The Olive Orchard, ca. 1870–1871, watercolor and possibly some gouache, over graphite, 8 x 10 5/8 inches (approximate), signed lower left: G. Inness.  Whereabouts unknown.

Scene from Monte Lucia, Perugia (Perugia and the Valley), 1874, oil on canvas, 30 1/8 x 44 ¼ inches, signed and dated lower left: G. Inness 1874.  Maier Museum of Art, Randolph-Macon Woman’s College, Lynchburg, Virginia Fine Arts Fund.
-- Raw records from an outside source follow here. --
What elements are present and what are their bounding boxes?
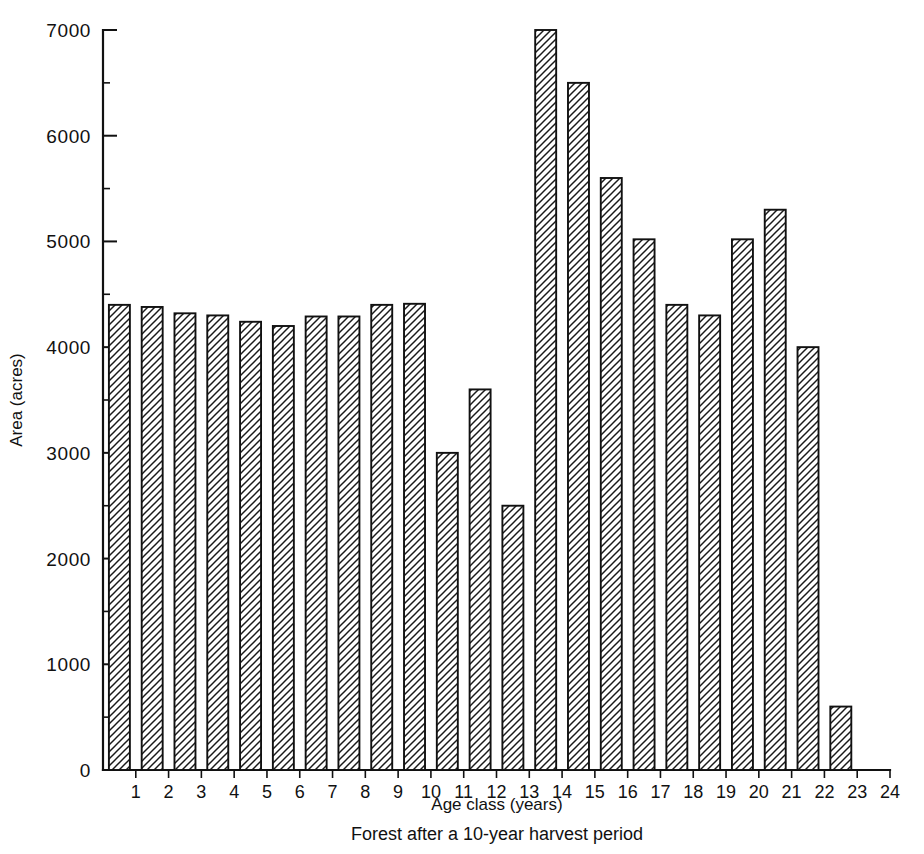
bar bbox=[240, 322, 261, 770]
x-tick-label: 4 bbox=[229, 782, 239, 802]
bar bbox=[273, 326, 294, 770]
bar bbox=[306, 316, 327, 770]
x-tick-label: 9 bbox=[393, 782, 403, 802]
bar bbox=[109, 305, 130, 770]
bar-rect bbox=[601, 178, 622, 770]
bar-rect bbox=[666, 305, 687, 770]
bar bbox=[666, 305, 687, 770]
bar-rect bbox=[174, 313, 195, 770]
bar bbox=[601, 178, 622, 770]
bar-rect bbox=[732, 239, 753, 770]
x-tick-label: 7 bbox=[328, 782, 338, 802]
bar bbox=[502, 506, 523, 770]
x-tick-label: 18 bbox=[683, 782, 703, 802]
bar bbox=[798, 347, 819, 770]
x-tick-label: 22 bbox=[814, 782, 834, 802]
x-tick-label: 6 bbox=[295, 782, 305, 802]
bar bbox=[437, 453, 458, 770]
y-tick-label: 6000 bbox=[46, 126, 91, 147]
bar bbox=[732, 239, 753, 770]
bar-rect bbox=[470, 389, 491, 770]
bar-rect bbox=[109, 305, 130, 770]
bar-chart-figure: 01000200030004000500060007000 1234567891… bbox=[0, 0, 924, 854]
y-axis-title: Area (acres) bbox=[7, 353, 26, 447]
x-tick-label: 19 bbox=[716, 782, 736, 802]
x-tick-label: 1 bbox=[131, 782, 141, 802]
bar-rect bbox=[634, 239, 655, 770]
bar-rect bbox=[830, 707, 851, 770]
x-tick-label: 24 bbox=[880, 782, 900, 802]
bar bbox=[371, 305, 392, 770]
x-tick-label: 3 bbox=[196, 782, 206, 802]
y-tick-label: 5000 bbox=[46, 231, 91, 252]
y-tick-label: 7000 bbox=[46, 20, 91, 41]
x-tick-label: 2 bbox=[164, 782, 174, 802]
y-tick-label: 0 bbox=[80, 760, 91, 781]
bar-rect bbox=[371, 305, 392, 770]
y-tick-label: 1000 bbox=[46, 654, 91, 675]
bar bbox=[338, 316, 359, 770]
bar bbox=[207, 315, 228, 770]
bar bbox=[535, 30, 556, 770]
figure-caption: Forest after a 10-year harvest period bbox=[351, 824, 643, 844]
bar bbox=[830, 707, 851, 770]
bar bbox=[404, 304, 425, 770]
bar-rect bbox=[142, 307, 163, 770]
x-tick-label: 23 bbox=[847, 782, 867, 802]
bar-rect bbox=[699, 315, 720, 770]
x-tick-label: 20 bbox=[749, 782, 769, 802]
bar-rect bbox=[568, 83, 589, 770]
bar-rect bbox=[404, 304, 425, 770]
x-tick-label: 16 bbox=[618, 782, 638, 802]
bar-rect bbox=[437, 453, 458, 770]
bar bbox=[470, 389, 491, 770]
bar-rect bbox=[338, 316, 359, 770]
bar bbox=[174, 313, 195, 770]
x-tick-label: 8 bbox=[360, 782, 370, 802]
bar-rect bbox=[765, 210, 786, 770]
chart-canvas: 01000200030004000500060007000 1234567891… bbox=[0, 0, 924, 854]
bar bbox=[699, 315, 720, 770]
y-tick-label: 2000 bbox=[46, 549, 91, 570]
bar-rect bbox=[306, 316, 327, 770]
y-tick-label: 3000 bbox=[46, 443, 91, 464]
x-axis-title: Age class (years) bbox=[431, 795, 562, 814]
bar bbox=[142, 307, 163, 770]
x-tick-label: 5 bbox=[262, 782, 272, 802]
bar-rect bbox=[798, 347, 819, 770]
x-tick-label: 15 bbox=[585, 782, 605, 802]
bar-rect bbox=[273, 326, 294, 770]
bar bbox=[765, 210, 786, 770]
bar-rect bbox=[502, 506, 523, 770]
bar-rect bbox=[535, 30, 556, 770]
x-tick-label: 21 bbox=[782, 782, 802, 802]
y-tick-label: 4000 bbox=[46, 337, 91, 358]
bar-rect bbox=[240, 322, 261, 770]
bar-rect bbox=[207, 315, 228, 770]
bar bbox=[568, 83, 589, 770]
x-tick-label: 17 bbox=[650, 782, 670, 802]
bar bbox=[634, 239, 655, 770]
Note: In his 1895 article printed in The Art Amateur, Montezuma (an anonymous contributor) wrote of the paintings featured at Inness’s estate sale.  In reference to Monte Lucia, Perugia, Italy, 1873, the author wrote:

To gain an idea of Inness’s life-work, it will be best to take the display at The Fine Arts Building first.  It contains a number of small and carefully but freely painted early pictures, mostly of Italian subjects, none of which should be passed over by the visitor, though we are compelled to speak of but a few . . .Another Italian picture, “Monte Lucia, Perugia, Italy,” is even more picturesquely composed [than “Viaduct at Laricha, Italy”], slightly warmer in color, and more boldly painted.  The foreground here rises to the left, with a number of old olive and cypress-trees, in the shade of which figures are scattered about.  Cloud shadows fall on the immediate foreground and on a dark mass of trees in the middle distance.  The remainder of the picture is in light, running off to a broken distance, dotted with white houses.